You've seen it: a new Android tablet is featured on some mainstream media's program or website, and you know it's coming, but you still can't help but clench your sphincter muscles just a little when you hear it...

Will it be an iPad killer?

Samsung's attempt to compete with the iPad...

The latest inferior and insignificant non-Apple offering that we're forced to cover...

Can't they see that this is like describing Colin Firth as a wanna-be Tom Cruise? After a while, you begin to wonder if these journalists have actually used an Android tablet. Do they even know what it is they're missing?

I once owned an iPad, and it is not at all a bad tablet. It does what you would expect an Apple product to do. You get their massive collection of apps to choose from. It plays a mean Plants vs. Zombies and Netflix, neither of which have made their way to Android yet. Kudos to Jobs and company for creating another polished, market-changing device that appeals to the masses.

But after three months with the magical and revolutionary device, I started to realize that the screen looked kind of pixelated. Then I looked at the selection of apps and realized they were all slightly higher resolution iPhone apps, and at 5-10x the cost. Despite the massive biceps I was building from holding the heavy slab every day, I saw the light and switched to Android.

Once you are used to Android, picking up an iOS device is like looking back at an ex that you can't believe you ever dated. Among the "how did I ever live with that?" aspects are:

  • There is only one keyboard, and it's pretty lame
  • No voice search or native speech input
  • Quality GPS apps cost upwards of $50
  • You have to jailbreak it in order to enable rudimentary abilities like downloading from the web and accessing the file system
  • No widgets or live wallpaper, just a bunch of boring icons and folders, scattered across the homescreen like stickers on a child's “I used the potty today” board

Do I think the Galaxy Tab is a much-better tablet, despite being a smaller model? Yep. Do I believe that the Nook Color, an eReader that the development community has nurtured like a lost puppy, is a superior choice? I am probably in the minority with that one, but I actually do. Do I wholeheartedly believe that the Motorola XOOM, and the upcoming 10.1" Galaxy Tab and LG Optimus Pad will all wipe their tablet backsides with whatever Android features Steve Jobs "invents" for the 2nd iPad? Of course I do!

Now, I work for Android Police, not an Apple fanboy site, so if I weren't naturally biased towards Google's OS, I would be in the wrong place. But I'm not complaining that an Apple site treats the iPad as if it were Hulk Hogan wrestling that guy with the mask on Saturday afternoon WWF, I am talking about major news and tech outlets that don't specialize in any one product or platform. Unlike me, they are actually expected to be somewhat objective and fair.

So what is driving this mass delusion that, almost a year after its release, Apple still has the best tablet on the market? Let me think, what do we value more than just about anything? Oh, I know, money!

Yes, the iPad has been extremely successful in terms of sales. It started off better than expected, kept sales up, and made a killing during the holidays despite already being a relative dinosaur in tech product years. Granted, there were 6 months where it had practically zero competition, but, in fairness, it has outsold the Galaxy Tab and lesser Android contenders by a gargantuan margin since they hit the scene. The XOOM generated a lot of buzz this week, but even I have to admit that it hasn't rivaled anything like the iPad fever that we will surely see in the next month or so (Motorola's $800 price tag doesn't help in that department).

But at what point does the tail start wagging the dog? Your typical customer probably doesn't want to research specs and reviews for the 10 highest-rated tablets on the market. No, he is (consciously and unconsciously) influenced by what he hears the most about, and that would be the iPad. So you have this chicken/egg scenario that only ends in Steve Jobs' wallet.

Will the cycle ever be broken? Will there be a day when the common perception is that the iPad is merely one option among many for tablet buyers?

While the iPad is likely to remain the top-selling tablet for at least a couple more generations (if not much longer), I think the conversation will change, albeit slowly. This tablet door has just been opened. I predict that we will see some very early chinks in Apple's armor of invincibility within the next few months. You could even argue that the XOOM has already begun that process. If the rumors of the iPad 2's relatively ho-hum specs are correct (especially the one that says its display resolution will be the same as the first gen unit), it won't be able to help but draw some mehs from at least a few next to the stampede of dual-core, Honeycomb-running Android tabs that has already commenced.

History can also lend some perspective: while Apple is often quick to the punch in marketing new computing products to the masses (personal computers, laptops, touch-screen smartphones), they don't usually remain the undisputed king for long (mp3 players being an obvious exception). I expect that pattern to hold with tablets as well.

So you can grab a cup of coffee, sit down, and relax your sphincters: the iPad Killer label will likely soon be killed. As more and more Android tablets outperform the iPad in nearly every category but sales, it would be nothing short of a crime to pretend that they are mere supporting characters to this diva whose clock is ticking.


Return every record below exactly as given, images excluded.

::: DATASET CONTENT :::

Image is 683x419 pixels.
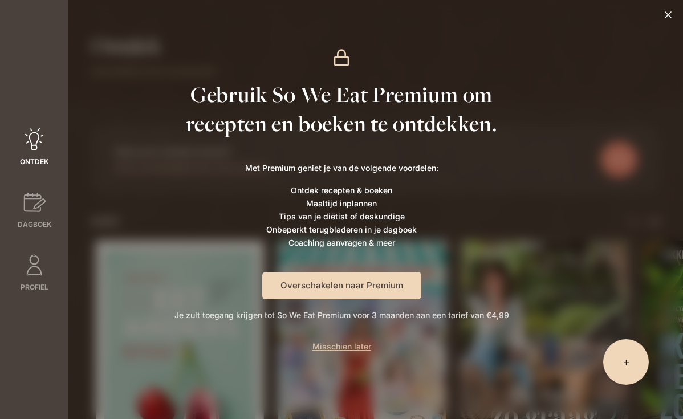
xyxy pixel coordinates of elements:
p: Met Premium geniet je van de volgende voordelen: [245,161,438,174]
span: Profiel [21,282,48,293]
span: Misschien later [312,342,371,351]
span: Dagboek [18,220,51,230]
li: Onbeperkt terugbladeren in je dagboek [245,223,438,236]
h1: Gebruik So We Eat Premium om recepten en boeken te ontdekken. [182,80,501,139]
p: Je zult toegang krijgen tot So We Eat Premium voor 3 maanden aan een tarief van €4,99 [174,308,509,322]
button: Overschakelen naar Premium [262,272,421,299]
span: + [623,354,630,370]
span: Ontdek [20,157,48,167]
li: Ontdek recepten & boeken [245,184,438,197]
li: Maaltijd inplannen [245,197,438,210]
iframe: Ybug feedback widget [604,396,675,419]
li: Tips van je diëtist of deskundige [245,210,438,223]
li: Coaching aanvragen & meer [245,236,438,249]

:::

TASK ANSWER ->
Image is 683x419 pixels.
xyxy pixel coordinates of elements:
p: Met Premium geniet je van de volgende voordelen: [245,161,438,174]
span: Profiel [21,282,48,293]
span: Misschien later [312,342,371,351]
span: Dagboek [18,220,51,230]
li: Onbeperkt terugbladeren in je dagboek [245,223,438,236]
h1: Gebruik So We Eat Premium om recepten en boeken te ontdekken. [182,80,501,139]
p: Je zult toegang krijgen tot So We Eat Premium voor 3 maanden aan een tarief van €4,99 [174,308,509,322]
button: Overschakelen naar Premium [262,272,421,299]
span: + [623,354,630,370]
span: Ontdek [20,157,48,167]
li: Ontdek recepten & boeken [245,184,438,197]
li: Maaltijd inplannen [245,197,438,210]
iframe: Ybug feedback widget [604,396,675,419]
li: Tips van je diëtist of deskundige [245,210,438,223]
li: Coaching aanvragen & meer [245,236,438,249]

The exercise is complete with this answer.